**Exercise:** Pictures are to be left out. Return exactly the lines below from the one with "Describe the element at coordinates (325, 9)" up to and including the one with "Task: Click on the Sardinien 2018".

=== Begin Enclosure ===

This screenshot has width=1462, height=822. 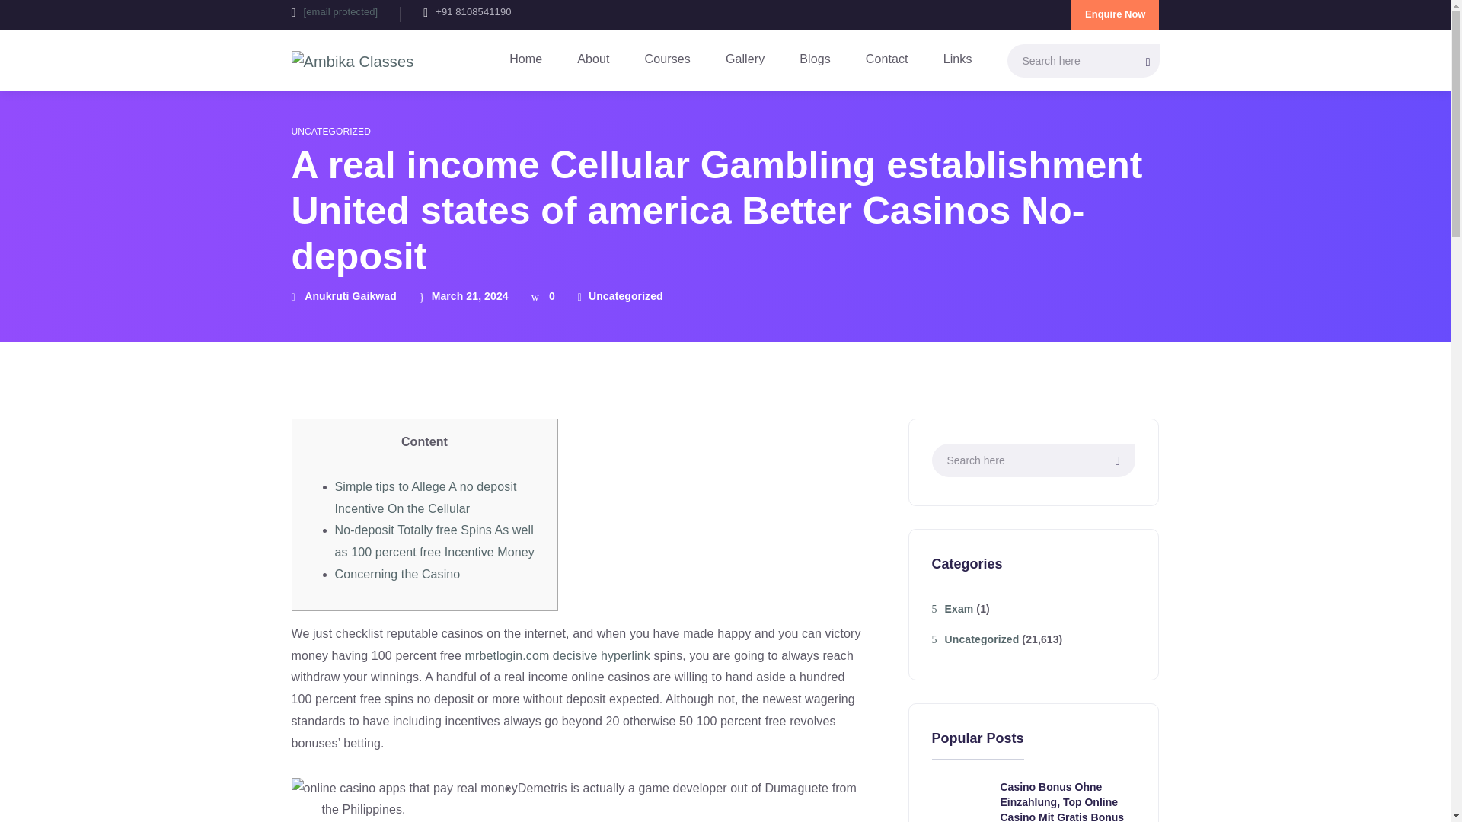 I want to click on Uncategorized, so click(x=975, y=640).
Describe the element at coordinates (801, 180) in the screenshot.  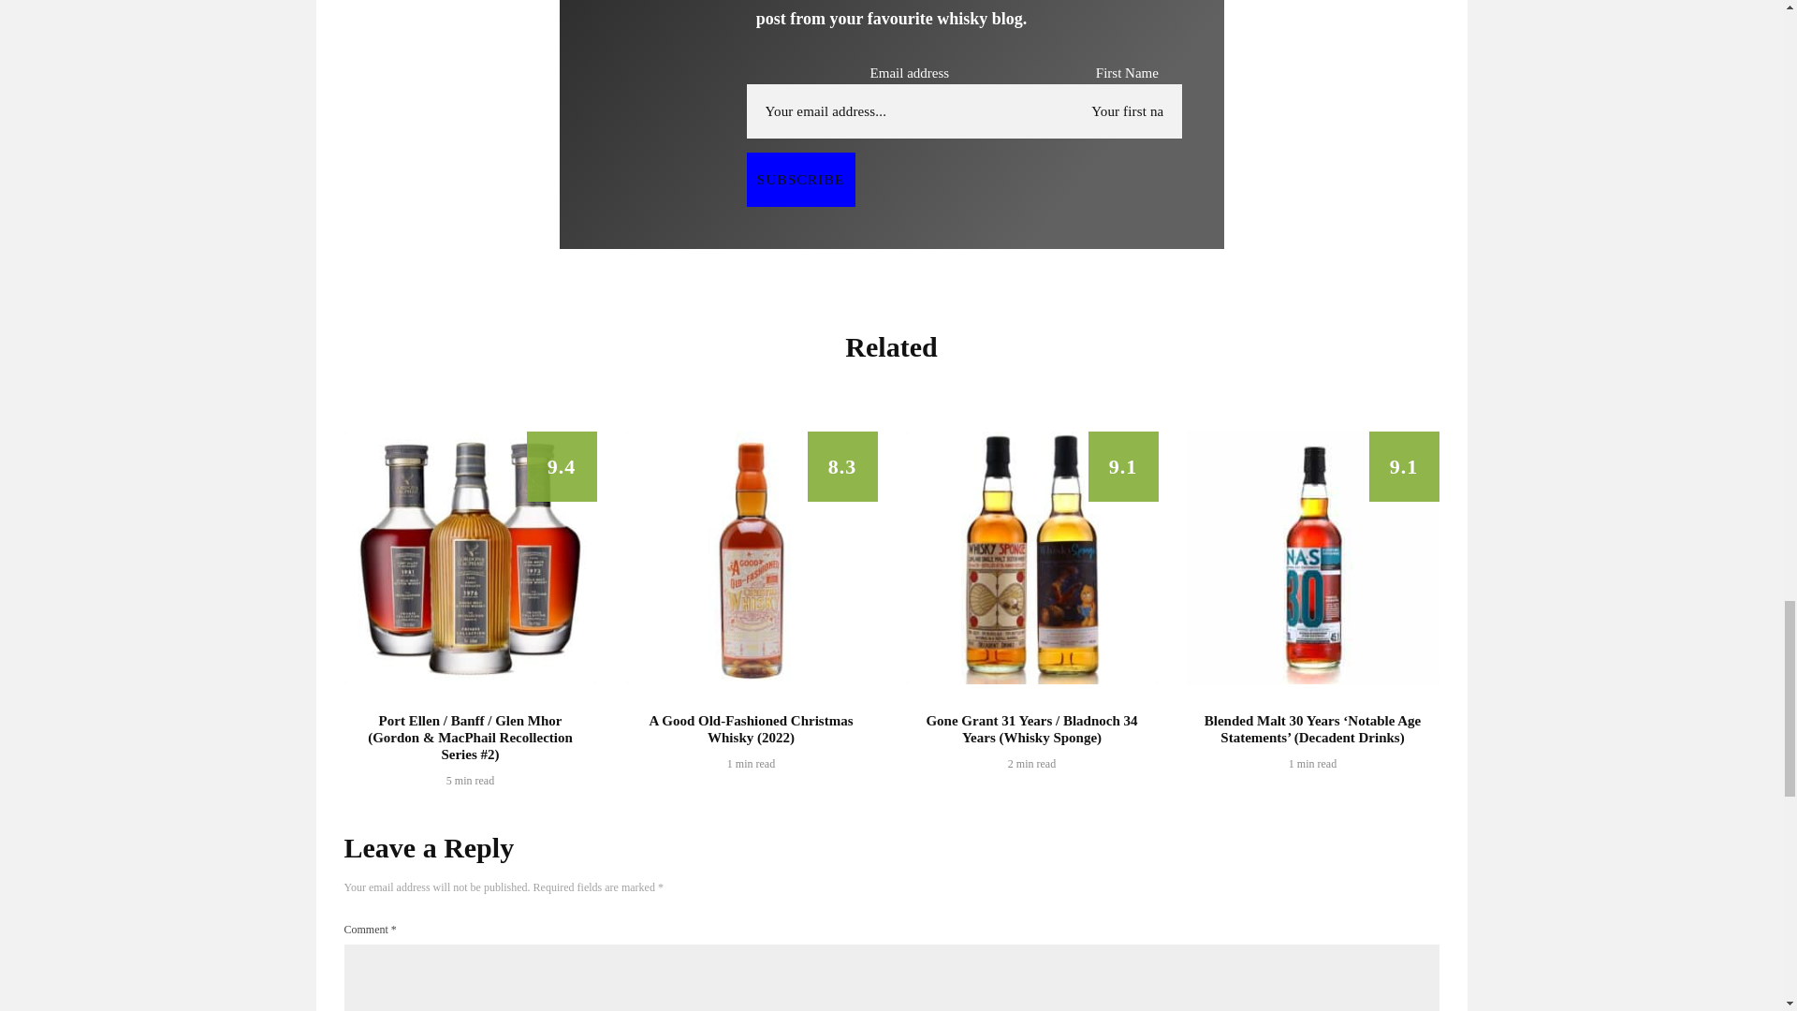
I see `Subscribe` at that location.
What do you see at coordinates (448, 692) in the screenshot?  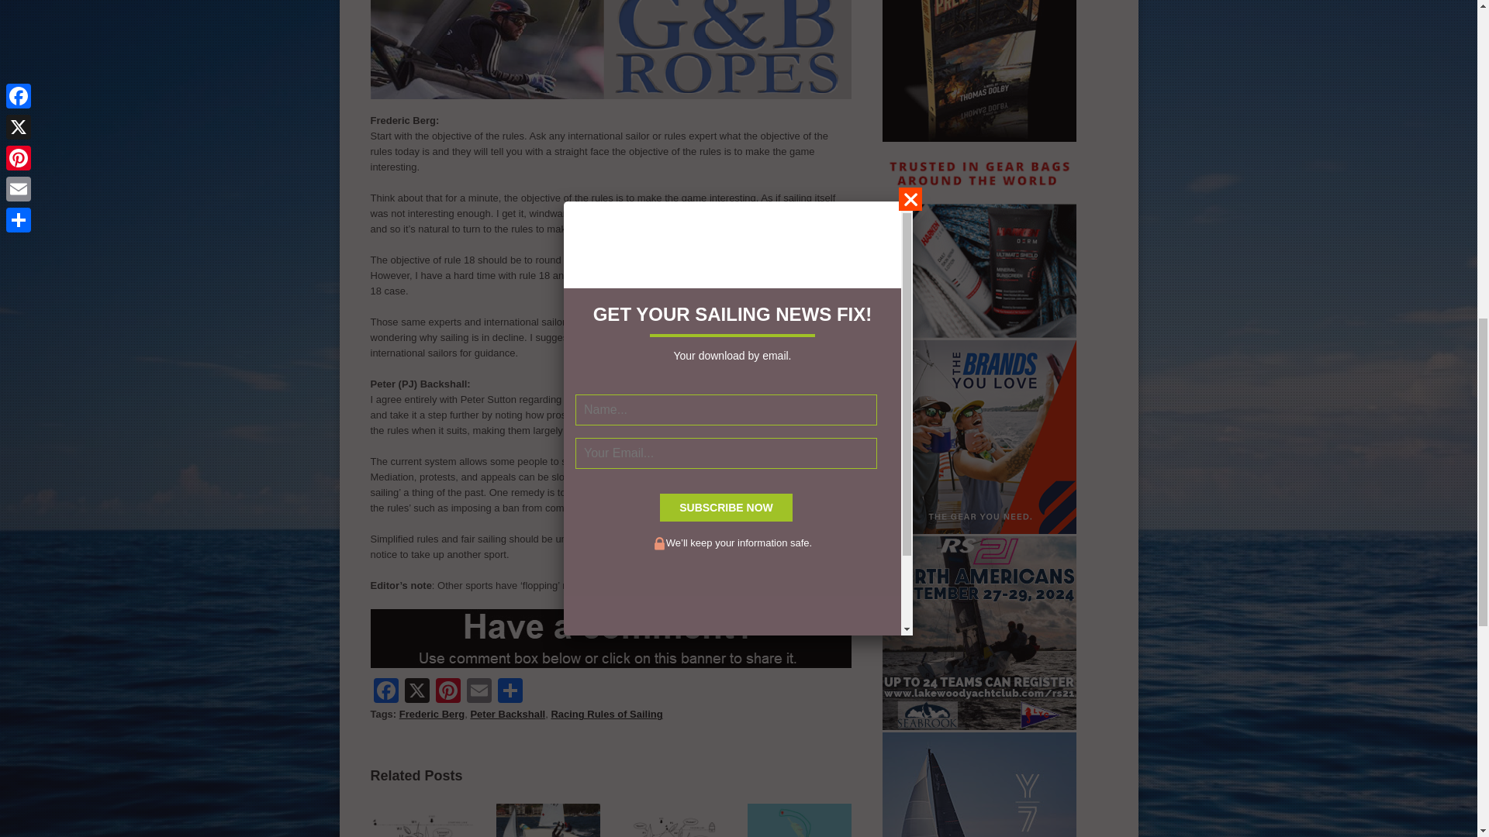 I see `Pinterest` at bounding box center [448, 692].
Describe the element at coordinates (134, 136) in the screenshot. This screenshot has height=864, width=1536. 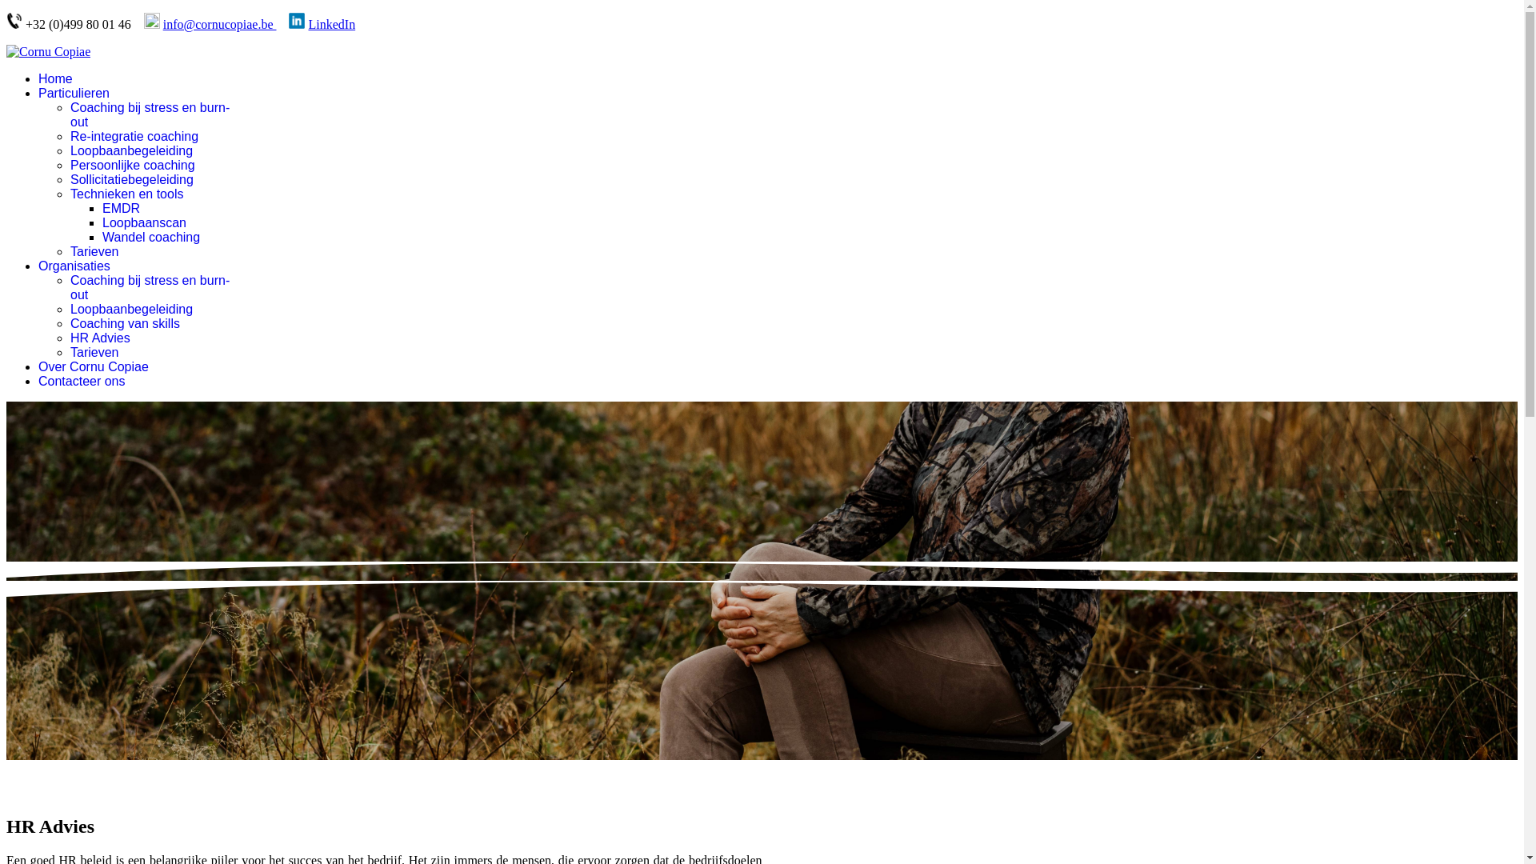
I see `Re-integratie coaching` at that location.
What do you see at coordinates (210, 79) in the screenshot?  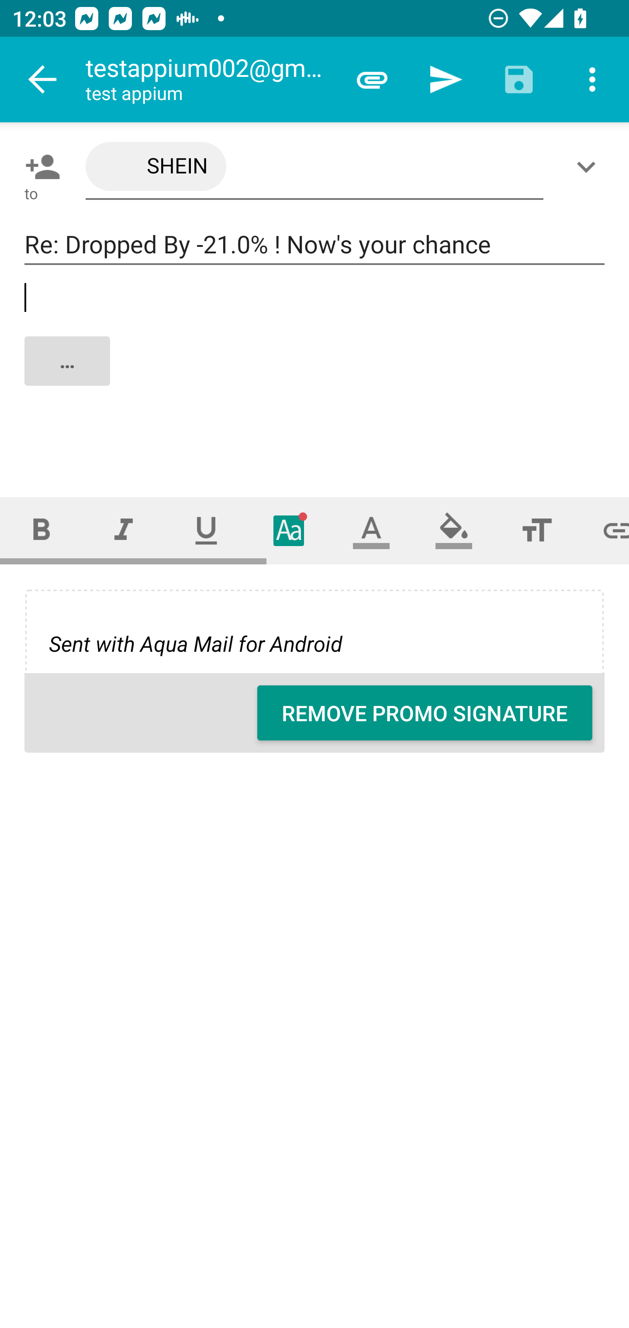 I see `testappium002@gmail.com test appium` at bounding box center [210, 79].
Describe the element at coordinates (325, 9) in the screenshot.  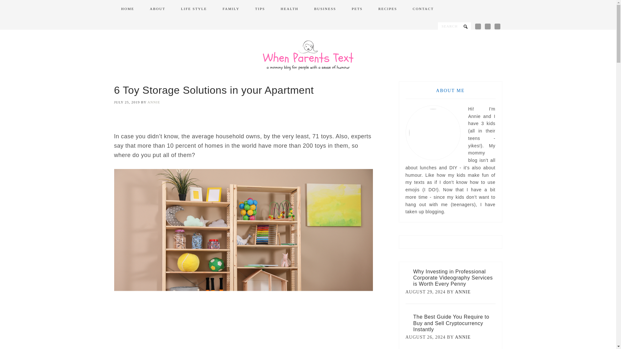
I see `BUSINESS` at that location.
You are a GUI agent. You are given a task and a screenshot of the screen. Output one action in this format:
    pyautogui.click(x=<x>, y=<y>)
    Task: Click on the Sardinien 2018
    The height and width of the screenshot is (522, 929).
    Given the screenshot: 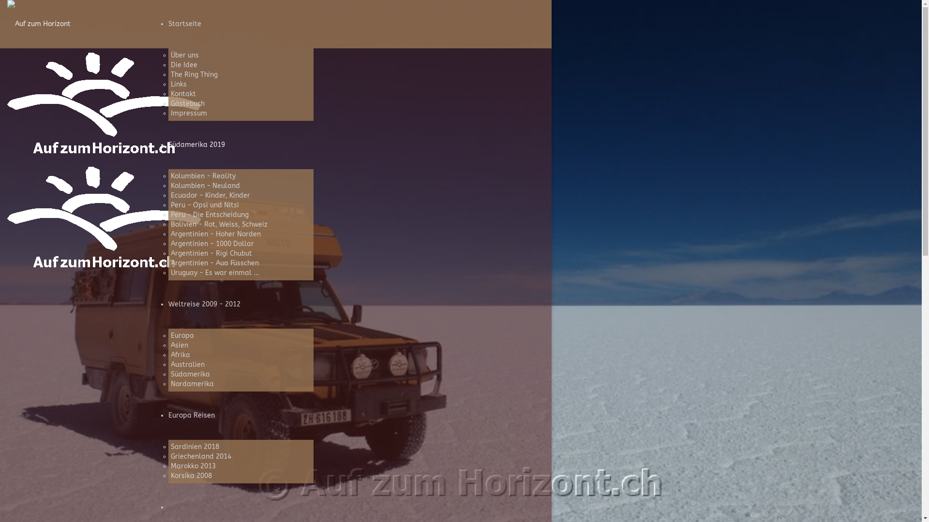 What is the action you would take?
    pyautogui.click(x=194, y=447)
    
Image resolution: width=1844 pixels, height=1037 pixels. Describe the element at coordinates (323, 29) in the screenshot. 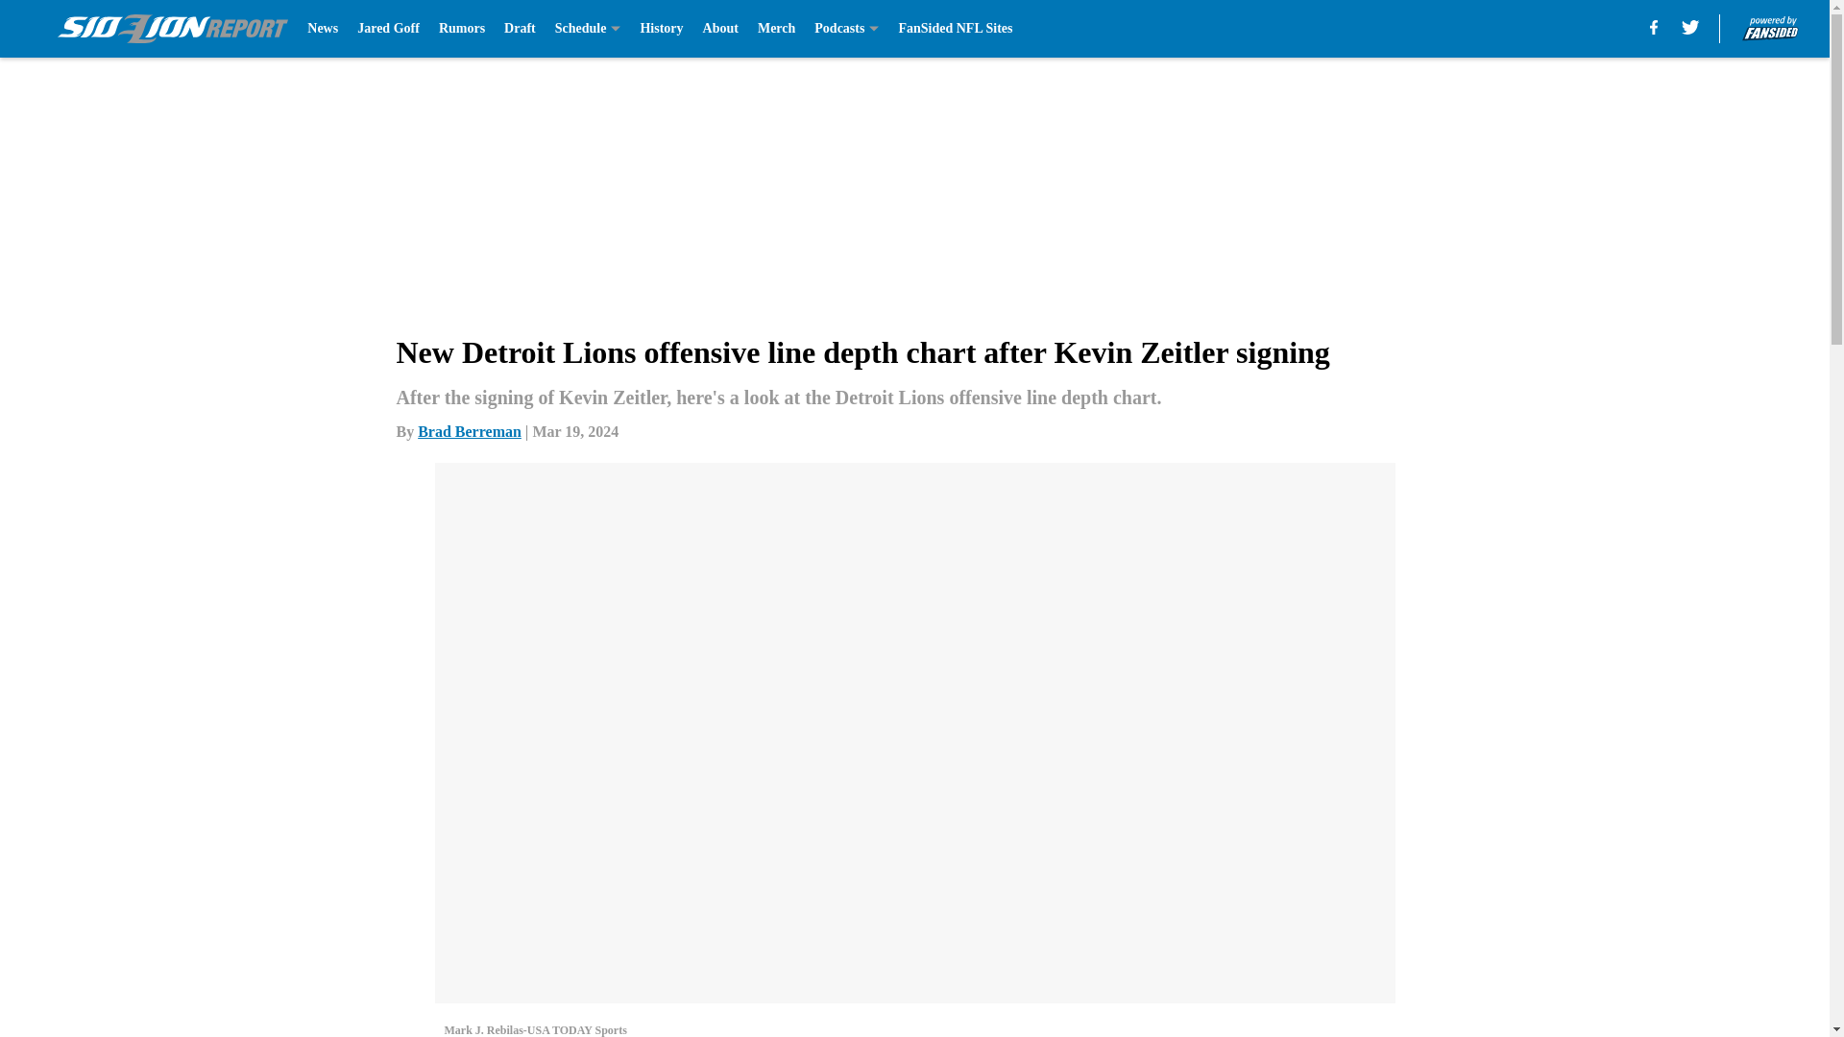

=== End Enclosure ===

**Exercise result:**
Describe the element at coordinates (325, 9) in the screenshot.  
I see `BUSINESS` at that location.
You are a GUI agent. You are given a task and a screenshot of the screen. Output one action in this format:
    pyautogui.click(x=<x>, y=<y>)
    Task: Click on the Sardinien 2018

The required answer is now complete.